Support Becoming a Data Scientist!

I want to hire some people to help me update my websites more frequently, do the maintenance stuff, and to help edit the podcast so I can produce episodes more frequently. I outlined my whole plan here on my Patreon Campaign. You’ll see a new page on this site soon acknowledging supporters, and I’ll update… Continue reading Support Becoming a Data Scientist!

Data Science Learning Club

I’m working on the last of my recording and editing for “Episode 0” of the new Becoming A Data Scientist Podcast, which I’m planning to launch tomorrow! I’ve already recorded the interviews for episodes 1-3, which will be airing over the next month or so – so exciting! The guests all had interesting and informative things to share, I believe you’ll like it a lot.

At the end of each podcast episode, I’ll be “assigning” a “Learning Activity” for the Data Science Learning Club.

A Challenge to Data Scientists

As data scientists, we are aware that bias exists in the world. We read up on stories about how cognitive biases can affect decision-making. We know that, for instance, a resume with a white-sounding name will receive a different response than the same resume with a black-sounding name, and that writers of performance reviews use different language to describe contributions by women and men in the workplace. We read stories in the news about ageism in healthcare and racism in mortgage lending.
Data scientists are problem solvers at heart, and we love our data and our algorithms that sometimes seem to work like magic, so we may be inclined to try to solve these problems stemming from human bias by turning the decisions over to machines. Most people seem to believe that machines are less biased and more pure in their decision-making – that the data tells the truth, that the machines won’t discriminate.

“Becoming a Data Scientist” Learning Club?

I have been thinking about doing a “Becoming a Data Scientist” podcast for a long time, at least since April. The podcast would include interviews focused on how people working in various data-science-related jobs got to where they are today (how did they “become a data scientist”?). I’m getting closer to taking the dive and getting it started.

I had an idea today that would take it a step further. Imagine how book clubs work where you pick a book, go off and read it, then gather occasionally to discuss and record your thoughts. Except instead of a book club, it’s a data science learning club!

How To Use Twitter to Learn Data Science (or anything)

When I decided that I wanted to become a data scientist, I started following some data scientists on twitter to see what they talk about and what was going on in the “industry”. Then I saw them pointing one another at resources, and answering each other’s questions, and I realized I had only seen the tip of the iceberg of “Data Science Twitter”. That’s when I created a new twitter account.

DataSciGuide Update

I finally had a chance this weekend to make some progress on my “Data Science Directory” website, DataSciGuide.com, and I would love your feedback on it! That site isn’t open for comments yet, so I’m directing people to leave feedback here. If you haven’t kept up with the development of DataSciGuide, here are a few… Continue reading DataSciGuide Update

The Imitation Game, and the Human Element in Data Science

Last night, my husband and I watched The Imitation Game. First of all, it’s a great movie and you should see it. Secondly, there was a moment that got me thinking about the human element of machine learning.

[Spoiler Alerts – but you probably already know much of the story, and the movie is still good even if you know the historical outcome.]

I thought a moment like this may be coming when Alan Turing was first applying to work at Bletchley Park, and Denniston can’t believe he’s applying to be a Nazi codebreaker without even knowing how to speak German. Alan emphasizes that he is masterful at games and solving puzzles, and that the Nazi Enigma machine is a puzzle he wants to solve. He starts designing and building a machine that will theoretically be able to decode the Nazi radio transmissions, but the decoder settings change every day at 12am, so the machine must solve for the settings before the stroke of midnight every day in order for the day’s messages to be decoded in time to be useful and not interfere with the next day’s decoding process. Turing can’t prove his machine will work, simply because it is simply taking too long to solve the daily puzzle. In the meantime, people are dying in the war, and the Nazis are going on transmitting their messages over normal radio waves believing the code is “unbreakable”.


= YOUR ASSIGNMENT =
Would you return the entries below word for word?

%%

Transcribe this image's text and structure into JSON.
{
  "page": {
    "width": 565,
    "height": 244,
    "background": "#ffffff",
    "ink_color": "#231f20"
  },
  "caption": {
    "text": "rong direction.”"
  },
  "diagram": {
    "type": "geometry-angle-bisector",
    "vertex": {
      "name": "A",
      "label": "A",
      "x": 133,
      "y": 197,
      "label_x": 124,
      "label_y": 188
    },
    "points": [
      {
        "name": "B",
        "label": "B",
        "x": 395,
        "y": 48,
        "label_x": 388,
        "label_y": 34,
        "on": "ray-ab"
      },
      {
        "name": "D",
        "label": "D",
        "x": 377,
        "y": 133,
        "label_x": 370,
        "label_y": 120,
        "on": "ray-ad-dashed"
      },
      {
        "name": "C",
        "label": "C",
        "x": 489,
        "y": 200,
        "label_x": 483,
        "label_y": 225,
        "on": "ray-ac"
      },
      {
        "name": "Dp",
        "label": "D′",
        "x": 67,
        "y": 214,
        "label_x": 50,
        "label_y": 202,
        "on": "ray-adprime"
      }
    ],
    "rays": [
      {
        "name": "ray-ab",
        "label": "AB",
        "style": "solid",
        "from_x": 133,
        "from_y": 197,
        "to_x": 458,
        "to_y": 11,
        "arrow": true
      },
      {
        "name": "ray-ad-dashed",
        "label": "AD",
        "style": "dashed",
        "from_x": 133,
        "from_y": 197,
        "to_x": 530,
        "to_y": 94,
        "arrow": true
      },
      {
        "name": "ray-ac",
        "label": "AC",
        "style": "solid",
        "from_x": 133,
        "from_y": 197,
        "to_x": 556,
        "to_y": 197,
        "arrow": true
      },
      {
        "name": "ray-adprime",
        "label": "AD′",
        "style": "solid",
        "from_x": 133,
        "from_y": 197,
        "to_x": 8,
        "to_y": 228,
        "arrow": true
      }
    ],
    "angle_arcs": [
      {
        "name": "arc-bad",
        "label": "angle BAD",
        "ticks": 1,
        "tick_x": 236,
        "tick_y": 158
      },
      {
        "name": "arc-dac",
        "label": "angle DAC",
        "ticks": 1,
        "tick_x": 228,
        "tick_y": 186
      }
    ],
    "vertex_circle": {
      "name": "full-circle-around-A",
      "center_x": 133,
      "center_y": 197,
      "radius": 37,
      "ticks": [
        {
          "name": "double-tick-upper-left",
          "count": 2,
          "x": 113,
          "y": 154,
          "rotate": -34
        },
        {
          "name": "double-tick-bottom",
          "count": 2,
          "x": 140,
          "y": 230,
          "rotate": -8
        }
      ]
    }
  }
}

%%

= WRITTEN ANSWER =
Transcribe this image's text and structure into JSON.
{
  "page": {
    "width": 565,
    "height": 244,
    "background": "#ffffff",
    "ink_color": "#231f20"
  },
  "caption": {
    "text": "rong direction.”"
  },
  "diagram": {
    "type": "geometry-angle-bisector",
    "vertex": {
      "name": "A",
      "label": "A",
      "x": 133,
      "y": 197,
      "label_x": 124,
      "label_y": 188
    },
    "points": [
      {
        "name": "B",
        "label": "B",
        "x": 395,
        "y": 48,
        "label_x": 388,
        "label_y": 34,
        "on": "ray-ab"
      },
      {
        "name": "D",
        "label": "D",
        "x": 377,
        "y": 133,
        "label_x": 370,
        "label_y": 120,
        "on": "ray-ad-dashed"
      },
      {
        "name": "C",
        "label": "C",
        "x": 489,
        "y": 200,
        "label_x": 483,
        "label_y": 225,
        "on": "ray-ac"
      },
      {
        "name": "Dp",
        "label": "D′",
        "x": 67,
        "y": 214,
        "label_x": 50,
        "label_y": 202,
        "on": "ray-adprime"
      }
    ],
    "rays": [
      {
        "name": "ray-ab",
        "label": "AB",
        "style": "solid",
        "from_x": 133,
        "from_y": 197,
        "to_x": 458,
        "to_y": 11,
        "arrow": true
      },
      {
        "name": "ray-ad-dashed",
        "label": "AD",
        "style": "dashed",
        "from_x": 133,
        "from_y": 197,
        "to_x": 530,
        "to_y": 94,
        "arrow": true
      },
      {
        "name": "ray-ac",
        "label": "AC",
        "style": "solid",
        "from_x": 133,
        "from_y": 197,
        "to_x": 556,
        "to_y": 197,
        "arrow": true
      },
      {
        "name": "ray-adprime",
        "label": "AD′",
        "style": "solid",
        "from_x": 133,
        "from_y": 197,
        "to_x": 8,
        "to_y": 228,
        "arrow": true
      }
    ],
    "angle_arcs": [
      {
        "name": "arc-bad",
        "label": "angle BAD",
        "ticks": 1,
        "tick_x": 236,
        "tick_y": 158
      },
      {
        "name": "arc-dac",
        "label": "angle DAC",
        "ticks": 1,
        "tick_x": 228,
        "tick_y": 186
      }
    ],
    "vertex_circle": {
      "name": "full-circle-around-A",
      "center_x": 133,
      "center_y": 197,
      "radius": 37,
      "ticks": [
        {
          "name": "double-tick-upper-left",
          "count": 2,
          "x": 113,
          "y": 154,
          "rotate": -34
        },
        {
          "name": "double-tick-bottom",
          "count": 2,
          "x": 140,
          "y": 230,
          "rotate": -8
        }
      ]
    }
  }
}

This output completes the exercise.